Insecurity is inescapable for youth workers.

We’ll never be cool enough. (If you think you are, just wait a few years.) We revisit our leadership decisions. We wonder if people like us. And the deepest bowel-shaking, fear-spawned question: Am I spiritual enough?

Insecurity is debilitating fear and doubt. Some fear and doubt is good (hungry, angry bears will maul you). Too much fear and doubt will ruin a person’s life (for example, believing there is a hungry, angry bear around every corner).

The opposite of insecurity is confidence, which is the attitude that comes from an accurate understanding of what we can control and the faith that God controls everything. “Too much” confidence is pride which says, “I don’t need God.”

Insecurity has a million different shades of meaning. So you and I can be on the same page, I’ve tried to establish a clear definition: insecurity is too much fear and doubt.

Living with deep insecurities isn’t God’s design for our lives. Fear makes it impossible to be experience the joy and significance we can have in Jesus. Also, God is calling us to be more like him, and that often means leaving our comfort zones. We can’t take these risks if we are filled with too much self-doubt. In the tough times and wild seasons of life, we can’t rest in God’s peace if we don’t trust him. We know all this, we teach it to the teenagers in our youth groups.

Yet we let insecurity undermine our trust in God and ourselves. We forget that God is in control of everything and that he has entrusted us with control over a few things. God trusts us, when we don’t trust him, we can’t really trust ourselves.

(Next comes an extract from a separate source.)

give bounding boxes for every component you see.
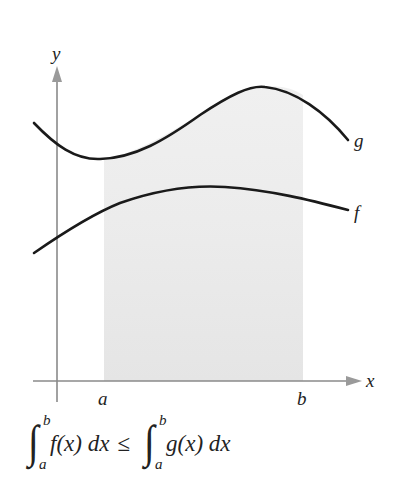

How can we deal with our insecurities? Here’s how I’ve tackled mine:

After I can get over the pain (and sometimes embarrasment), I view an insecurity as an opportunity to grow. I want to turn my insecurities into a stepping-stone toward becoming more like Jesus.

Overcoming insecurity takes learning more so we can trust more. We can’t go in a new direction until we have a new perspective.

Once I become aware of an insecurity (they are such subtle creepers into our lives!), I make it a point to spend some time in focused prayer. Incapacitating insecurities are God sized problems. I need to keep my eyes on Jesus, the one who will never leave me and is working to draw me closer.

After devoting my heart in remembering Jesus, I engage my mind to reflect on what’s happening. I work hard to identify the specific source(s) of insecurity. I’ll ask: What’s causing my fear/doubt? How is my fear/doubt changing my life? This isn’t easy, but it’s always worth the effort.

I may find some answers…or I may not. Either way, I’ll connect with God’s Word to see what he has to say. I wish reading the Bible was like magic or Apple products, and that it “just worked,” solving my problem with a verse or two. Meh.

I’ll also talk with a few trusted friends to get their insight and perspective. (where would be be without good friends?)

All of this will lead me to two things: stuff I can control, and stuff I can’t. Then the excitement begins: obedience and surrender. I take care of the stuff I can, and trust God with the stuff I can’t.

Wish all this was as neat like this blog post. I also which dealing with an insecurity was a one time event, but it’s more of a rinse and repeat kind of struggle.

How about you: what do you do to short circuit insecurity’s impact on your life and ministry?